Correct me if I'm wrong, Sarah, but weren't you saying what seems to be the case in 1 John 2:2 is not when you read it in conjunction with Roman's 9.

Concerning arguing "for a proper hermeneutic," this hermeneutic funnels Christ's death through God's decree concerning election. If our hermeneutic is not anthrocentric and we do not make Christ's death only about the efficacious salvation of the elect but rather look at the bigger picture and multiple purposes God ordains through Christ's death as revealed in His Word, there is no issue.

The interpretation (by some godly men, no doubt) that God has sincerely offered (in a one to one, even God-to-reprobate sense) salvation to those Whom He has decreed not to save, instead of that general offer to penitent sinners who come to Him by faith in Christ alone, sets God against Himself and makes Him unsure in His doings. This is illogic by its very definition. Contradictory. And interpreting Scripture in such a way that paints this picture of God is very poor hermeneutic.
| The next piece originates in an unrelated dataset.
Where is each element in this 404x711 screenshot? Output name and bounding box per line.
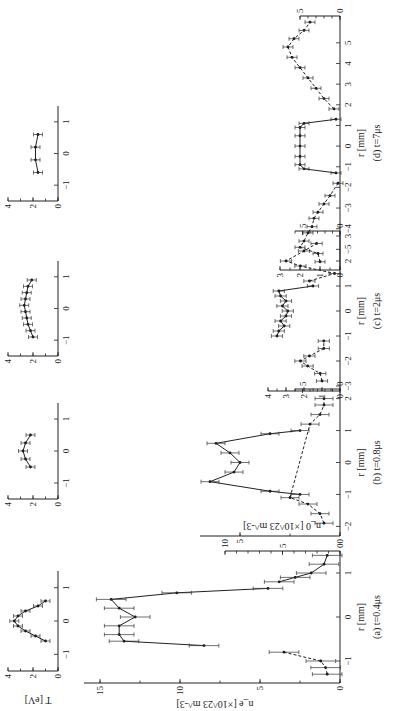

1 John 2.2, for example, very clearly -in light of all the passages that speak to the subject- can mean:

1. "Not for [Jew's sins] only,"
2. "Not for [the elect in this time period] only, but for all the elect from the begging to the end of time."

It is out of according with God's impassibility and eternal satisfaction with His own decree to understand such passages in a way that posits God of "desiring" one thing which is incommensurate with that which He has "decreed."
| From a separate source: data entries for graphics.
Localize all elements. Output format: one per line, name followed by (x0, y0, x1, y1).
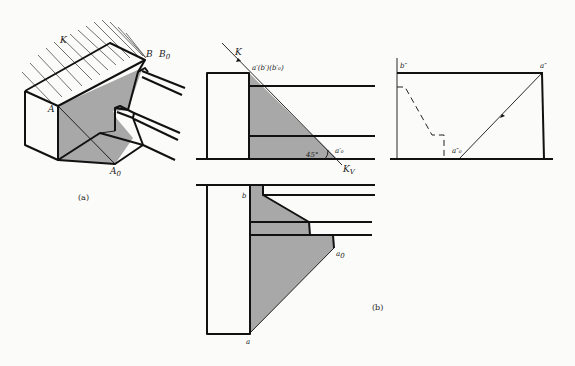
label-a: A (47, 104, 55, 114)
label-a0-double-prime: a″₀ (452, 147, 462, 155)
label-a0-plan: a0 (336, 250, 345, 260)
view-b-side-elevation: b″ a″ a″₀ (390, 58, 553, 159)
label-b-double-prime: b″ (400, 62, 407, 70)
shadow-construction-figure: K B B0 A A0 (a) K a′(b′)(b′₀) 45° a′₀ KV (0, 0, 575, 366)
label-b-plan: b (242, 192, 247, 200)
label-k-a: K (59, 35, 68, 45)
label-a0-prime: a′₀ (335, 147, 344, 155)
caption-a: (a) (78, 193, 89, 202)
caption-b: (b) (372, 303, 383, 312)
label-a0: A0 (109, 166, 122, 178)
shadow-area-plan (250, 185, 334, 333)
label-b: B (145, 49, 153, 59)
label-45deg: 45° (305, 151, 318, 159)
label-a-double-prime: a″ (540, 62, 547, 70)
label-kv: KV (342, 164, 356, 176)
label-a-b-b0-prime: a′(b′)(b′₀) (252, 64, 284, 72)
label-a-plan: a (246, 338, 250, 346)
label-k-front: K (234, 47, 243, 57)
label-b0: B0 (158, 49, 171, 61)
view-b-front-elevation: K a′(b′)(b′₀) 45° a′₀ KV (196, 43, 375, 176)
view-b-plan: b a a0 (b) (196, 185, 383, 346)
view-a-axonometric: K B B0 A A0 (a) (22, 20, 185, 202)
Please see my previous post where I quoted Dabney.
 
So you believe that John is speaking of the whole human race in this Scripture? If this Scripture were the whole of the Bible, then I would agree with you. However, I believe less clear Scripture should be interpreted by clearer Scripture. I would use Romans 9 to start off with to interpret 1 John 2:2

God speaks of the "whole human race" in terms of the sufficiency and "suitableness" of the sacrifice. Heidelberg 37:

What do you understand by the word “suffered”?

That all the time He lived on earth, but especially at the end of His life, He bore, in body and soul, the wrath of God against the sin of the whole human race; in order that by His suffering, as the only atoning sacrifice, He might redeem our body and soul from everlasting damnation, and obtain for us the grace of God, righteousness, and eternal life.
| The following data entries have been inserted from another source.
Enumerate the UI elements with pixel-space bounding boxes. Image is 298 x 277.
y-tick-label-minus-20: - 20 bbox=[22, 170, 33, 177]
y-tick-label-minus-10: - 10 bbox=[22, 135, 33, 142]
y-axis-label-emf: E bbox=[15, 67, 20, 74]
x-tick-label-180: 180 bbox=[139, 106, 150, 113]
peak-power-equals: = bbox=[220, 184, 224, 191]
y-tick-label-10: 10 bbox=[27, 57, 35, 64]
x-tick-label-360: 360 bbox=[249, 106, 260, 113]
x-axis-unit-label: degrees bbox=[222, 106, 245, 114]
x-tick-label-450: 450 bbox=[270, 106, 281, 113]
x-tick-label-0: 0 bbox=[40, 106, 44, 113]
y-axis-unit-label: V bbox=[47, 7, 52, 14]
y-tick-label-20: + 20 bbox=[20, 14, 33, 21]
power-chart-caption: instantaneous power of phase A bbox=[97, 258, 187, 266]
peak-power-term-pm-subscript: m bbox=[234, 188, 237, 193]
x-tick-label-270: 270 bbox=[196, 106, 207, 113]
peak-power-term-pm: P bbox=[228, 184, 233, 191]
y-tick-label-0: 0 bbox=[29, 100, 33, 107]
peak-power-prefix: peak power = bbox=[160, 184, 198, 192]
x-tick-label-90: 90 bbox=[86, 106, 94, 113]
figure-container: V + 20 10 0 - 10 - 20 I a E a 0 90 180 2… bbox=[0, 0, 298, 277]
If there is any question what was meant in the statement, read Ursinus's commentary on the Heidelberg (I think he addresses the point in question under Q&A 40). I'd be happy to provide the text if you'd like.

The "double-jeapardy" argument often cited againt this does not account for the process of application of Christ's merits. In short, God in Christ makes the sacrifice of universal fitness for (in sufficiency) the "entire human race." It is applied (efficacious) to those who believe and belief is given by God to all of the elect. It's a very simple doctrine that doesn't have to funnel Scripture, and it is thoroughly Reformed.